In January 1944, the naval officer corps was all white. There were some one hundred thousand African American enlisted men in the Navy, however, none were officers. In response to growing pressure from American civil rights organizations, the leaders of the Navy reluctantly set about commissioning a few as officers.

Sixteen black enlisted men were summoned to Camp Robert Smalls, Great Lakes Naval Training Station in Illinois:

Jesse W. Arbor
Samuel Barnes
Philip Barnes
Dalton Baugh
George C. Cooper
Reginald Goodwin
James E. Hair
Graham E. Martin
Dennis Nelson
John W. Reagan
Frank E. Sublett Jr.
William S. White
Charles Lear
Lewis Williams
J. B. Pinkney
A. Alves

All had demonstrated top-notch leadership abilities as enlisted men. The pace was demanding and forced the sixteen men to band together so that all could succeed.

During their officer candidate training, they compiled a class average of 3.89, a record that has yet to be broken.

Although all passed the course, in March 1944, 13 of the group made history when they became the U.S. Navy’s first African-American officers on active duty. 12 were commissioned as ensigns; the thirteenth was made a warrant officer.

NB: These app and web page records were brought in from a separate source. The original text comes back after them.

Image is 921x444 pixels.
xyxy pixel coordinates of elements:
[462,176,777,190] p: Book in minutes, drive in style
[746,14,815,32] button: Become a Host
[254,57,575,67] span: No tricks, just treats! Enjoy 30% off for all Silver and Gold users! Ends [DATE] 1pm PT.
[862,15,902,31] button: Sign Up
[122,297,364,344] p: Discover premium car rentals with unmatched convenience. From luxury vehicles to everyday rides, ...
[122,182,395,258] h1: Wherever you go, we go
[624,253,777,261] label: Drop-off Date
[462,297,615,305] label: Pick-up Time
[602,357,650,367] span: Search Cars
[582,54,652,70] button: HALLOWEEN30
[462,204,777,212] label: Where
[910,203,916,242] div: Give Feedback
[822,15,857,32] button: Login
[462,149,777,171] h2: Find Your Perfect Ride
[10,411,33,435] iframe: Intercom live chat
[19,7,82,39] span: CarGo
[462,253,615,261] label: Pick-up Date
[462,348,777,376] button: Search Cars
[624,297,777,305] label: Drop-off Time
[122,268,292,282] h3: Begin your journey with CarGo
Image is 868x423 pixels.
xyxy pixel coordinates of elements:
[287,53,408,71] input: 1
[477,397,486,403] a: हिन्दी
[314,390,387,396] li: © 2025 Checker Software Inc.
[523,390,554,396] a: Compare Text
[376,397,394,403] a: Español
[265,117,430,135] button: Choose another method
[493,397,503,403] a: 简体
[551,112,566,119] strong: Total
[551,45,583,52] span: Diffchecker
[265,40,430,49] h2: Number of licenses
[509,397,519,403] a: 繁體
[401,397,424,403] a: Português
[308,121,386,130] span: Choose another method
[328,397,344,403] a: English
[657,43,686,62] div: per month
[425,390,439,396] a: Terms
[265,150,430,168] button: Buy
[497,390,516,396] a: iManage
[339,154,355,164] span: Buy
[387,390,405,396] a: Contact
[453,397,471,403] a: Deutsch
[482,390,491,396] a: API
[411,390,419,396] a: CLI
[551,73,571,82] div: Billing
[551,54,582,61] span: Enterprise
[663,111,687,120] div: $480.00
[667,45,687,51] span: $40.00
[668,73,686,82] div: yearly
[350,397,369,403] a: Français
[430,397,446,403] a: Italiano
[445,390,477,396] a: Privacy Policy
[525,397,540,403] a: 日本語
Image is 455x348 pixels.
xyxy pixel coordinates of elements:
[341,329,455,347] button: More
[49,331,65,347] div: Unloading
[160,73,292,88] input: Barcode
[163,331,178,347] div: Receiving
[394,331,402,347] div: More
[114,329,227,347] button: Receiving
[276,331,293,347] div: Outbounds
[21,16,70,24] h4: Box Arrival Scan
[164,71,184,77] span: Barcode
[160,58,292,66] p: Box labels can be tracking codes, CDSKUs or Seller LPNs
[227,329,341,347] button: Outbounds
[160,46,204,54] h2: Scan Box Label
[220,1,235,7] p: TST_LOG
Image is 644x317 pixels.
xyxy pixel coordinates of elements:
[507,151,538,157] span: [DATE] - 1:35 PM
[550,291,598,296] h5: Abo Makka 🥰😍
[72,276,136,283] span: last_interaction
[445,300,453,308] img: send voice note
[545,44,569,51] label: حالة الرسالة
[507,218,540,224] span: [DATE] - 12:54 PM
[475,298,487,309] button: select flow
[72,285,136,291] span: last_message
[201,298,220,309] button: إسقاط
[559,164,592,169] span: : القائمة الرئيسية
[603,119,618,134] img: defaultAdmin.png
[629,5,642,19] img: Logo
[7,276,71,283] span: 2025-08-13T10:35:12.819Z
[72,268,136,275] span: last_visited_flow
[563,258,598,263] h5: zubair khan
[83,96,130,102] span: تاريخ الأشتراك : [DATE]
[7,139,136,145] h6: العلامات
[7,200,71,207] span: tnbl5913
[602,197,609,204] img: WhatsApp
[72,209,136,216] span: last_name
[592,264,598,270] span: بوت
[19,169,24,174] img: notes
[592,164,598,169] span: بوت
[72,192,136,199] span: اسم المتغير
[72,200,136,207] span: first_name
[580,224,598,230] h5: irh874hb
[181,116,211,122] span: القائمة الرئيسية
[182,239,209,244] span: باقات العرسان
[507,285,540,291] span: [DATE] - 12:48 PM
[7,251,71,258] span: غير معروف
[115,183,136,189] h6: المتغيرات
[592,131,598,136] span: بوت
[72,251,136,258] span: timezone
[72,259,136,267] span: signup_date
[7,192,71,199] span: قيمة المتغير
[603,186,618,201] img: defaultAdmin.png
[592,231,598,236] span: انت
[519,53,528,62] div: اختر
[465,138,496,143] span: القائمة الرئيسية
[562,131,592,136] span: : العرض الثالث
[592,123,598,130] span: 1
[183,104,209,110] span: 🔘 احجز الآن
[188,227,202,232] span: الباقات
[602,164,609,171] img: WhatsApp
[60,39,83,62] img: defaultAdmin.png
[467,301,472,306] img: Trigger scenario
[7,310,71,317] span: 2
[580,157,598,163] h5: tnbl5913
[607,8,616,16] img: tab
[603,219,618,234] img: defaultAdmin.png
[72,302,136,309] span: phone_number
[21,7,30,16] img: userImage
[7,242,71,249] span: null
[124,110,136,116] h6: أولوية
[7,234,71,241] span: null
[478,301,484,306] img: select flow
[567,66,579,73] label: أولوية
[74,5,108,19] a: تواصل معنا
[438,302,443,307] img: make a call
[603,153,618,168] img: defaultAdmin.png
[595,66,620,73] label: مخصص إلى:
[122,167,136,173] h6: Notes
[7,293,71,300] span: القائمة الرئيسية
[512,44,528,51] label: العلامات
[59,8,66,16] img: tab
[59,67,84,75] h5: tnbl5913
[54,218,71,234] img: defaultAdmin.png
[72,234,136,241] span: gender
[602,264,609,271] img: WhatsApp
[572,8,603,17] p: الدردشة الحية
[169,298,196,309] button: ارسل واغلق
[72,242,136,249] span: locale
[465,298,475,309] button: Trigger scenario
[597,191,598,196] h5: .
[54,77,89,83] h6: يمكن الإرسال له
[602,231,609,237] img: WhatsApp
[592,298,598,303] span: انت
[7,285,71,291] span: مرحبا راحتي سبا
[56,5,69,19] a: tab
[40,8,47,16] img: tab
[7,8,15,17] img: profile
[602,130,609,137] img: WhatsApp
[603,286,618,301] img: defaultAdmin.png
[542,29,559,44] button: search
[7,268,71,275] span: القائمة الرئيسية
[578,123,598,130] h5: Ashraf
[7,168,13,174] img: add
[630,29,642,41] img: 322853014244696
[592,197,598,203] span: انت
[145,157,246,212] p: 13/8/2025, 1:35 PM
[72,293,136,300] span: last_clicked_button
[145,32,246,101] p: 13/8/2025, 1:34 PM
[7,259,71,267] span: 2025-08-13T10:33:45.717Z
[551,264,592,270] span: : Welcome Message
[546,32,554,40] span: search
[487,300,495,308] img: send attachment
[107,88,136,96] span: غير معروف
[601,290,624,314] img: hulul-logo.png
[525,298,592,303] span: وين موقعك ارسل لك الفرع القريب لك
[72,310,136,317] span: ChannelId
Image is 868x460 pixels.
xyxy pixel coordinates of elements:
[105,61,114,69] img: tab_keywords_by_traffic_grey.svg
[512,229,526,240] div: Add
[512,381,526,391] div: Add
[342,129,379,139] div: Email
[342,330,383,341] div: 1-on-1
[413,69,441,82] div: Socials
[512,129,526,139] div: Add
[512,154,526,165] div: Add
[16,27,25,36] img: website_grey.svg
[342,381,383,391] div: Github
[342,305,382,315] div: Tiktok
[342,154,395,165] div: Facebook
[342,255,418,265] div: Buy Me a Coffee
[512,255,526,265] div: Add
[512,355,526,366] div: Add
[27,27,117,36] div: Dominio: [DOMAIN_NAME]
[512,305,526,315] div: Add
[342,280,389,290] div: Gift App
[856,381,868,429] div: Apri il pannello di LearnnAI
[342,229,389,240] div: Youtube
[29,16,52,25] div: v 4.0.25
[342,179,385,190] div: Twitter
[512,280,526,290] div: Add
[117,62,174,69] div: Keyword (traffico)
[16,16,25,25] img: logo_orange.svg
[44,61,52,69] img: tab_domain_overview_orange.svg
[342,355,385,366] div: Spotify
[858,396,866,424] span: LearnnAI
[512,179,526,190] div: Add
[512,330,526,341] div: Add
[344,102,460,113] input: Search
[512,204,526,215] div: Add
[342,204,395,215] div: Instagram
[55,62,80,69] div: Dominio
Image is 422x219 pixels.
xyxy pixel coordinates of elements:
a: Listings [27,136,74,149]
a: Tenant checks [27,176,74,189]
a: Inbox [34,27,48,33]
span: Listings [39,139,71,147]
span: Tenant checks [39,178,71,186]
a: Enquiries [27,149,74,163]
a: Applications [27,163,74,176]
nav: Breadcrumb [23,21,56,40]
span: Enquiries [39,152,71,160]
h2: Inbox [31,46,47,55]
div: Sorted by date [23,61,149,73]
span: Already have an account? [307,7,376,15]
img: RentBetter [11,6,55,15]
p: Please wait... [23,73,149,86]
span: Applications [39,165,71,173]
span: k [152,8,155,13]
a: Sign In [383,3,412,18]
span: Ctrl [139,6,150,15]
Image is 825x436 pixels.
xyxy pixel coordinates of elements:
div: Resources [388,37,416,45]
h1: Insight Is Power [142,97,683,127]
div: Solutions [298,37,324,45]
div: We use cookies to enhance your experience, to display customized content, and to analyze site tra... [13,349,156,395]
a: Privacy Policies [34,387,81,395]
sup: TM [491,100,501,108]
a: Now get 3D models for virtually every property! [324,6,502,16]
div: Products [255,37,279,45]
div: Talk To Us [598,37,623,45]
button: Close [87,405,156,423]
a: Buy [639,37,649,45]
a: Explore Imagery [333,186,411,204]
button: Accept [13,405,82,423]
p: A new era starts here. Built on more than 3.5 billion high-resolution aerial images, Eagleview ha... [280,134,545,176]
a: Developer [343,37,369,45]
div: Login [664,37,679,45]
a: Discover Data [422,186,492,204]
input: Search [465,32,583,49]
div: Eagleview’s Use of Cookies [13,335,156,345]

They became known as the “Golden Thirteen.”

They were often denied the privileges and respect routinely accorded white naval officers and were given menial assignments.

Only one of the Golden Thirteen made a career of the Navy, and he opened still more doors to black officers. The other members of the group made their marks in civilian life after World War II.

Daniel 'Chappie' James, Jr.

1920 – 1978
James joined the segregated United States Army Air Corp while attending Tuskegee Institute. He was made a second lieutenant during World War II. James received the Distinguished Service Medal for his service in the Korean War, during which he flew more than 100 combat missions. In 1957 he graduated from the Air Command and Staff College in Alabama. James was named deputy commander for operations of the Eighth Tactical Fighter Wing in Thailand in 1966. After a series of promotions, he was named a four-star general in 1975, including command of the North American Air Defense system. During his career, James received the Legion of Merit, the Distinguished Flying Cross, and a Presidential Unit Citation.

Mary Elizabeth Bowser

Mary Elizabeth Bowser was a black women that served as a spy for the Union Army during the Civil War. She was born a slave outside of Richmond, Virginia where she served the Van Lew family until the death of her master, John Van Lew. She remained with the Van Lew family and Mrs. Van Lew sent her to Philadelphia to obtain an education.

At the start of the Civil War she returned to Richmond to do espionage work with Mrs. Van Lew. Mrs. Van Lew was able to hire her Bowser out as a servant at the Confederate White House to spy on Jefferson Davis. It is said that she did a great job at pretending to be quite dumb while she listened to the dinner conversation of the Confederate President. Each night Bowser would recite to Mrs. Van Lew word for word the military plans discussed over dinner by leaders of the confederacy.